Collected data
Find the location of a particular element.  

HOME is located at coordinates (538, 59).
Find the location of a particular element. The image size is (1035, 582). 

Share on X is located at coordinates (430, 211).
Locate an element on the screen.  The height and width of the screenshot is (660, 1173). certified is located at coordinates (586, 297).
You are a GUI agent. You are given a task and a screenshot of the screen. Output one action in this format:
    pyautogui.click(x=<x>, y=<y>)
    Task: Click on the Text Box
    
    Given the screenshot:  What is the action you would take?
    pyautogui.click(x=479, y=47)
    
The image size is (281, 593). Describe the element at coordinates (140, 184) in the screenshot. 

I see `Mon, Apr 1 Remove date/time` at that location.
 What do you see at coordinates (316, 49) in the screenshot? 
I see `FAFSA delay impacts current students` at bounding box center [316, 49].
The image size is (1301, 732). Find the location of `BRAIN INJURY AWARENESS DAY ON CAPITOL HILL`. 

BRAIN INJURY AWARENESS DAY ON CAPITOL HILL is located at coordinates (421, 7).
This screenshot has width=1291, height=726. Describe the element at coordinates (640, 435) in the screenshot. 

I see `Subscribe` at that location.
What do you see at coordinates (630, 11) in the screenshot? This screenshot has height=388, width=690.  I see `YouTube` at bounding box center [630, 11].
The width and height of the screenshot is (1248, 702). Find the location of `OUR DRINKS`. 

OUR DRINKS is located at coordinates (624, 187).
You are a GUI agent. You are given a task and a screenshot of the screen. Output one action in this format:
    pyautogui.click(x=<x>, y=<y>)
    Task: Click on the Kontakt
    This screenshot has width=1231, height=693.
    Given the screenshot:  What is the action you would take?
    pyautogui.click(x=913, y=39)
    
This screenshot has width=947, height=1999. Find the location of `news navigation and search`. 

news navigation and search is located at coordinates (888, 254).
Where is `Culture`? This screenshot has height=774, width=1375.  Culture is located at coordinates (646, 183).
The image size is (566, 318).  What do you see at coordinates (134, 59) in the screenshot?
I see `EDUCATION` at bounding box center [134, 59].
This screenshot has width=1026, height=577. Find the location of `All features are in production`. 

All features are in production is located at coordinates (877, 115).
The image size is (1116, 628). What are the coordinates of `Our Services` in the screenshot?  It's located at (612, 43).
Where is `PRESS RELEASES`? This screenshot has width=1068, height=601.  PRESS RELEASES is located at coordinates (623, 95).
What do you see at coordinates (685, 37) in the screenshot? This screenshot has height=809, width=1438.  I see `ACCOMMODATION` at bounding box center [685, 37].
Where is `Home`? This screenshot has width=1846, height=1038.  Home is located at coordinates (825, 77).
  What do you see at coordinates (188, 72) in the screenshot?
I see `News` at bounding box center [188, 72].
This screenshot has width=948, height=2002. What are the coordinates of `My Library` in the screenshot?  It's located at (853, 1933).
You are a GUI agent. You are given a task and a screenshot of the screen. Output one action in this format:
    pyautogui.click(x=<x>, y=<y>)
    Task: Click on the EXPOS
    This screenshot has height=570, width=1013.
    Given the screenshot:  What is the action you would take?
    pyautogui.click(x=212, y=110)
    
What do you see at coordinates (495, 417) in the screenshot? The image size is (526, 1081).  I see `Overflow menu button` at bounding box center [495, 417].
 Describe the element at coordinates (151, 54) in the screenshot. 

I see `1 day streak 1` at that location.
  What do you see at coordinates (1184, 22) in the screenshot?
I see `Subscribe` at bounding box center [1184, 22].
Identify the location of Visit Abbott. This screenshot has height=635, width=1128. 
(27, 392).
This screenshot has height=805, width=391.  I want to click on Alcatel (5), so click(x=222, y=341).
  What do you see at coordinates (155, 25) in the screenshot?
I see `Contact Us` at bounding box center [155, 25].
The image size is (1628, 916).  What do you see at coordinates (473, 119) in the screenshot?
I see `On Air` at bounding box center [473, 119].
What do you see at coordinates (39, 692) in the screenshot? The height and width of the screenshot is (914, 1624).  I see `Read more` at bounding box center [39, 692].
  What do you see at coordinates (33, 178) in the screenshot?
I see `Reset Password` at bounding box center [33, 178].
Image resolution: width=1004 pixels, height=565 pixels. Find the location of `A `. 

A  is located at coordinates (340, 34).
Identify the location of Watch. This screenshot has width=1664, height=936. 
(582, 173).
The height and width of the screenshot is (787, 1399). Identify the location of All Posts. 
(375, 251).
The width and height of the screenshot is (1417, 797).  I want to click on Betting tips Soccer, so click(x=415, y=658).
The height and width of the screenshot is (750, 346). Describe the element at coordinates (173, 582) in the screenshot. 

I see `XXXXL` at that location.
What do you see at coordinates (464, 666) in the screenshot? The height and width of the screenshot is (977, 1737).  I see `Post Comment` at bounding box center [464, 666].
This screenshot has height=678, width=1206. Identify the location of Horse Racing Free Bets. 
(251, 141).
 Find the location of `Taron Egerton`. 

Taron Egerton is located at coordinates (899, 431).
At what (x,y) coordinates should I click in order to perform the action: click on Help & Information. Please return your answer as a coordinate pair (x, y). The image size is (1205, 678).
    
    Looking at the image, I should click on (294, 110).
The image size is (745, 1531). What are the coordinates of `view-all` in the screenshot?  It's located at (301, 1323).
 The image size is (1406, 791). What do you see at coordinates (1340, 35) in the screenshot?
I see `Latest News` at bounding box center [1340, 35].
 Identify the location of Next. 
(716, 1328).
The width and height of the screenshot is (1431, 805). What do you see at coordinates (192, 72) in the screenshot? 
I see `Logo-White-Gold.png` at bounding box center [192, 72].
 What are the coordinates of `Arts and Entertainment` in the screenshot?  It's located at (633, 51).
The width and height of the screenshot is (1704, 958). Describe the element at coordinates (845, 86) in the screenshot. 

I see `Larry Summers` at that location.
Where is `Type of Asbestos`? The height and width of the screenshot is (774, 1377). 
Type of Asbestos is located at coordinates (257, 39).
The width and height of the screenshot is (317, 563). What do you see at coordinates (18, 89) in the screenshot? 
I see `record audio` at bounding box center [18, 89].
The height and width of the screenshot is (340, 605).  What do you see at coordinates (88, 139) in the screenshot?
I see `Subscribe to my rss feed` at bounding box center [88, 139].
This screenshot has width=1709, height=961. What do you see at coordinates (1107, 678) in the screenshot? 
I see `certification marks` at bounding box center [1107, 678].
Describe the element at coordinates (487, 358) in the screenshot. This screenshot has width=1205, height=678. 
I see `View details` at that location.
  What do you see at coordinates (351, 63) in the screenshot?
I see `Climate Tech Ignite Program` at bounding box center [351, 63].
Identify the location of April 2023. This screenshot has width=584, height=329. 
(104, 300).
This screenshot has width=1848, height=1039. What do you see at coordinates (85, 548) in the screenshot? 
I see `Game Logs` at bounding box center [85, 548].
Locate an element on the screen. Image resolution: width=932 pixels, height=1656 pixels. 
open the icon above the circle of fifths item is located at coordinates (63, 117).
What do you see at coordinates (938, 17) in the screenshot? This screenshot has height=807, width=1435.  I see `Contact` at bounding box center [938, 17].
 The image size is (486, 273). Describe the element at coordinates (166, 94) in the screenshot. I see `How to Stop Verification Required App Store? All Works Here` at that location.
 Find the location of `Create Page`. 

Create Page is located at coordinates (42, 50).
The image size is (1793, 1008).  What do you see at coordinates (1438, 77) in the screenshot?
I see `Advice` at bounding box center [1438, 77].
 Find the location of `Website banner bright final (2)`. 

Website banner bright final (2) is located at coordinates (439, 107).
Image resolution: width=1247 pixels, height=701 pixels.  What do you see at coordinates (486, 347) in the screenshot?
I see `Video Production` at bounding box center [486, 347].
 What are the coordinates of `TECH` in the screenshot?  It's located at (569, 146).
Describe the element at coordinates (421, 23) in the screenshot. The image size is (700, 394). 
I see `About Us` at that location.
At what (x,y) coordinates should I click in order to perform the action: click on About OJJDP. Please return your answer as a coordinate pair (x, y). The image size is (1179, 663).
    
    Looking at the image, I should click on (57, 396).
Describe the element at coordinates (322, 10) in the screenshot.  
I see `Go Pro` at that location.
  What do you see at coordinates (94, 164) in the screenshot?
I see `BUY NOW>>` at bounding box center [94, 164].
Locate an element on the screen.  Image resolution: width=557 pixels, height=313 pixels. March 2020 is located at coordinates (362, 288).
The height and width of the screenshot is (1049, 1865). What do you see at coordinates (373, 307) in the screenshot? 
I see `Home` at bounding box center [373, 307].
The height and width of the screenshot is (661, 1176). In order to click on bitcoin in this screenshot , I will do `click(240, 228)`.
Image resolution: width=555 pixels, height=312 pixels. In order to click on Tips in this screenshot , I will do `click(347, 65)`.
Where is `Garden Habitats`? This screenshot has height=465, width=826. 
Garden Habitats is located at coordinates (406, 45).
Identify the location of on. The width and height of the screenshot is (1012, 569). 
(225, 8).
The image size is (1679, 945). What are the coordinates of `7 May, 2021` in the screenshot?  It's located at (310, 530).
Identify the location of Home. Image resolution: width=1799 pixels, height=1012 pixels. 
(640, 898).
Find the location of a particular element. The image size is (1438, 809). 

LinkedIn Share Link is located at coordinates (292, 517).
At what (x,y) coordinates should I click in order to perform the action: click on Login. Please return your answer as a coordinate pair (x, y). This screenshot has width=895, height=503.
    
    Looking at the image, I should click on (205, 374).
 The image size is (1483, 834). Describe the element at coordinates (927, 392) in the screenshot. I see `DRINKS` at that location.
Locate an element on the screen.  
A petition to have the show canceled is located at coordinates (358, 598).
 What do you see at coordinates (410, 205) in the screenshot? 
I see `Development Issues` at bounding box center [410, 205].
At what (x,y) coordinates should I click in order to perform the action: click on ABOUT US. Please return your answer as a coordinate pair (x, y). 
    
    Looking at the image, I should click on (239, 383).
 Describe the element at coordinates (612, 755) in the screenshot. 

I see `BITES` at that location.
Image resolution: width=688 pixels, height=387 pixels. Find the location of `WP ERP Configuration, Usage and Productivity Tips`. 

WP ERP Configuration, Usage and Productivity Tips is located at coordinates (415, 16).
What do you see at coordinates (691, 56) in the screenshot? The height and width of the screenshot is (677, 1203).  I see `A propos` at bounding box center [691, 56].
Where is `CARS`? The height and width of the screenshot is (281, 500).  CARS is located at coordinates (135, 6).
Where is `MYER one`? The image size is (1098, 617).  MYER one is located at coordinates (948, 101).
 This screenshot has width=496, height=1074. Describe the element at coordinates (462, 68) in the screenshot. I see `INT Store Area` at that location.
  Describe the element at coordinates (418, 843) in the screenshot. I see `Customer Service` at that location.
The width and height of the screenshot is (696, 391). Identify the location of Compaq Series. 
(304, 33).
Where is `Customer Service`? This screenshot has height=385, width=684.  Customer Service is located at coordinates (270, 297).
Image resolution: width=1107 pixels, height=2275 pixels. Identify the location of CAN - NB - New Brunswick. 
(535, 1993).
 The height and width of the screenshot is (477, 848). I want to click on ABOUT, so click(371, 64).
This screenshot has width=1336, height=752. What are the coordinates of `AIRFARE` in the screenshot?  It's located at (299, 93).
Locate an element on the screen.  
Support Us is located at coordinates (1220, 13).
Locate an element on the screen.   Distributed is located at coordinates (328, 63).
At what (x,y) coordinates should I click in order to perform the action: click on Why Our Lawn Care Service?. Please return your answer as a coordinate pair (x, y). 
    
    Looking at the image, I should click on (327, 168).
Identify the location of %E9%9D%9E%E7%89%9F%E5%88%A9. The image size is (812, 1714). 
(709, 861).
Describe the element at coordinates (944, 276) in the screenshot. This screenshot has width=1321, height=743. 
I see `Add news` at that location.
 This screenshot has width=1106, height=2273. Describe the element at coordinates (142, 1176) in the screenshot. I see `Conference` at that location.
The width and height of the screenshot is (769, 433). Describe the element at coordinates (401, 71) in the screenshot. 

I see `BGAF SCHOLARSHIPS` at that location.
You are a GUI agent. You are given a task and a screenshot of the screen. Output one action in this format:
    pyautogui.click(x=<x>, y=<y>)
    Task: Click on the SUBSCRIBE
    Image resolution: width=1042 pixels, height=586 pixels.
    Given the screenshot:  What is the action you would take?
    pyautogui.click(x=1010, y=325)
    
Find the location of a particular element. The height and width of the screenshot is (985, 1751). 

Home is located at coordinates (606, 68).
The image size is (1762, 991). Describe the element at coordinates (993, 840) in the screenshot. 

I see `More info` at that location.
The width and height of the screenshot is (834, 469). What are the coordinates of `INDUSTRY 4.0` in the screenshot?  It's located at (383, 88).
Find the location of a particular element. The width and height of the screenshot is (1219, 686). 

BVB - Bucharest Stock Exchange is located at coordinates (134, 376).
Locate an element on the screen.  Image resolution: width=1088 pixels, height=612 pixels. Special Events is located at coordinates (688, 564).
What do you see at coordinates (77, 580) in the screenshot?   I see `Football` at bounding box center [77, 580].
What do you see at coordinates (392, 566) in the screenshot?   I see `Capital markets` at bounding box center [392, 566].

# EXERCISE
Please output the exact lines of the records above, beginning with the first and stopping after the line that holds "Task: Click on the Text Box", and nothing else.

# RESULT
Find the location of a particular element.  

HOME is located at coordinates (538, 59).
Find the location of a particular element. The image size is (1035, 582). 

Share on X is located at coordinates (430, 211).
Locate an element on the screen.  The height and width of the screenshot is (660, 1173). certified is located at coordinates (586, 297).
You are a GUI agent. You are given a task and a screenshot of the screen. Output one action in this format:
    pyautogui.click(x=<x>, y=<y>)
    Task: Click on the Text Box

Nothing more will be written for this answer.